At least Civ 5 expansions made it clearly better. Meanwhile, AI in civ 6 visibly struggles with new mechanics.

Though, maybe I just need to remind myself how good previous titles were.
I agree that G&K is probably the single best expansion in the franchise; it took a frankly horrible game and made it playable. But I don't play Civ games for the challenge so the effectiveness of the AI is not one of the metrics I judge the game on (except insofar in how personable the AI behavior is, and in that I unfortunately have to concede that Civ5 was superior--agendas were Civ6's worst idea, and I'm sorry to see them back).
 
Civ 5 was the best game of the series, IMO! ;)
For me the only thing saving it from being the weakest is the existence of Civ3, and it's a pretty close call even then. :lol:
 
For me the only thing saving it from being the weakest is the existence of Civ3, and it's a pretty close call even then. :lol:
This shows how much personal preferences matter. To me Civ3 was fantastic at its time and Civ5 with all expansions is better than Civ6 (unlike Civ6, expansions actually made Civ5 better)
 
This shows how much personal preferences matter. To me Civ3 was fantastic at its time and Civ5 with all expansions is better than Civ6 (unlike Civ6, expansions actually made Civ5 better)
I'm also fairly in camp uneven civs are the better ones. I played and enjoyed much more 3 than 4, and from my current perspective finished civ 5 is more interesting and enjoyable than finished civ 6 (although 6 was better at its release than 5 was). The exception is of course civ 1. Civ 2 > civ 1 in every aspect. And yeah, personal preferences: they probably outrun actual features by a magnitude.
 
After seeing that Spain in modern age will transform/mutate into Mexico I am really thinking not buying the game until they fix it. I bought all civs since the first (a pirate copy because it was not published in Spain and in those times internet market was not open yet) but this for me is not civ 7 is civ woke 1. I am not saying that it is a bad or good game, but for me it is not the same spirit. For me the worst is they could have done the same but allowing people to keep their civs through the ages (maybe getting less bonus). Also I find unfair that some civs get to keep their cultural roots just changing dynasties s or government types (Mauriya India, Chola India and Mughal India). I suspect that from the beginning when they had this idea, they knew that a lot of people would like it the classic way and future expansions and dlcs (maybe is wishful thinking) have already their spot in the code.
 
I am going to wait for a few youtube play alongs before buying.

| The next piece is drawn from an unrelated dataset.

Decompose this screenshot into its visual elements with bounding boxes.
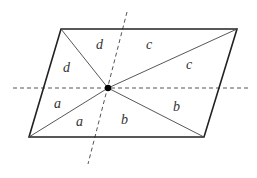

I like how it looks, i like some of the ideas as well. But i am primarily a TSL player (i appreciate i may be in a minority) and it looks like TSL is dead for civ 7. Without the historic starting positions for civs i feel connected to i am not sure the immersion will be there for me.

To be fair i have been playing since civ 1 (civ 4 my favourite) and although i loved 5 and 6 i have occasionally felt the franchise has moved away from the RP aspect in recent editions.